The APF, while enshrining key principles and imposing an annual review process, missed the opportunity to institute real change by specifying actions that would achieve real progress and thereby merit support. At this crucial moment, innovation based on lessons learned was called for, but that didn’t happen.
Finance Ministry
On the Afghan government side, organizational problems and staffing instability at the Ministry of Finance constitute a serious self-inflicted wound, undermining the credibility of requests for continuation of on-budget assistance. In this regard, it is striking that neither the APF nor the communique note that maintaining donor assistance to the Afghan budget is essential for government functioning and economic development. Similar issues plague other ministries, and the long delay in forming the cabinet did not help, though recent confirmations of nearly 20 ministers by the Afghan parliament represented very belated progress.
Unexpected developments also worsened the headwinds for Geneva. Though the Doha peace talks were expected to progress toward a peace settlement only slowly, there was hope that negotiations would get to substantive issues by the time of the meeting. Protracted disagreements over procedural issues, however, weakened any forward momentum prior to Geneva, though the agreement on procedural rules reported on December 2 suggested that the talks may now finally shift to substance.
Moreover, with attacks occurring around the country, hopes have been dashed that peace talks would be accompanied by less violence. Geneva statements and documents included strong demands for a cease-fire, but it is doubtful the Taliban will drop their resistance to one without winning further concessions on other issues.
The Trump administration’s November 17 announcement of a further U.S. troop drawdown to 2,500 by January 2021, in the absence of progress in the peace negotiations, inevitably cast a shadow over Geneva. This followed earlier waves of U.S. troop withdrawals and further accentuated the need for Geneva to offset fears about the longevity of the international commitment to Afghanistan.
The Way Forward
Moving ahead in the wake of Geneva will require building on the achievements of the conference while addressing its shortcomings.
The annual review of Afghanistan’s compliance with APF principles and its progress toward specific goals provides an opportunity to make course corrections. A good starting point would be to revisit the existing targets in the APF and make them more relevant for achieving real progress in areas like governance and anti-corruption.

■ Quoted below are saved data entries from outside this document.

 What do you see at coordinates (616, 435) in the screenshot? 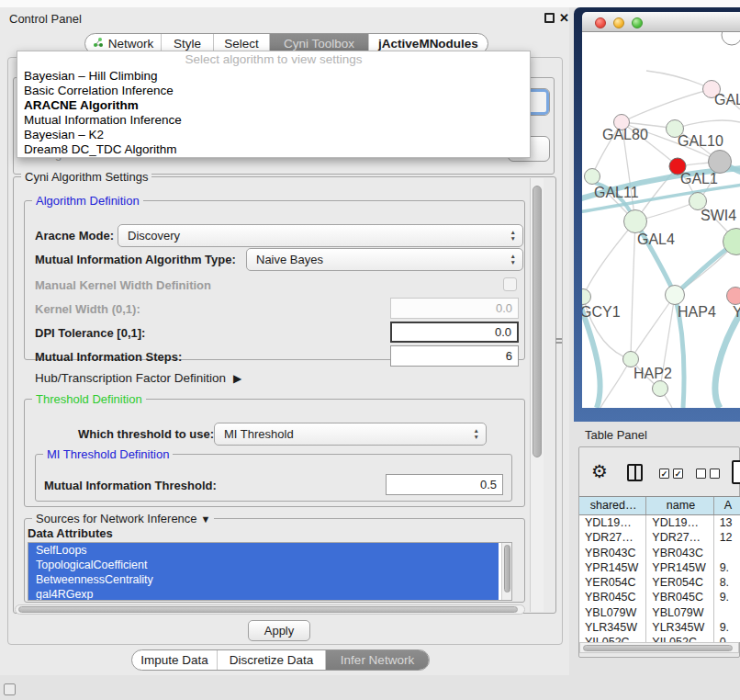
I see `table-panel-title: Table Panel` at bounding box center [616, 435]. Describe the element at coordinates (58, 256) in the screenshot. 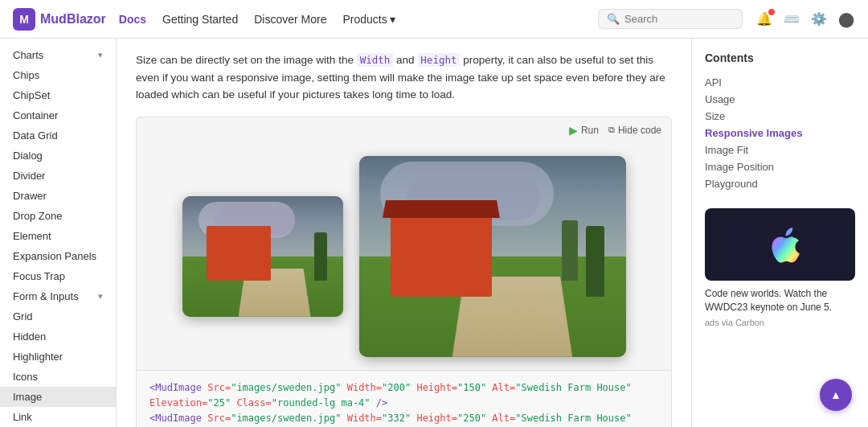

A key ingredient would involve strengthening the Ministry of Finance and improving other core institutions and programs based on past experience of what makes them work—competent, empowered Afghan management teams with a degree of political insulation and containment of corruption.
Revisiting the APF principles so strongly advocated by donors will be challenging. But reassessing them against the backdrop of advancing peace talks and the difficult compromises the talks may require could well be a needed step toward building a sustainable peace.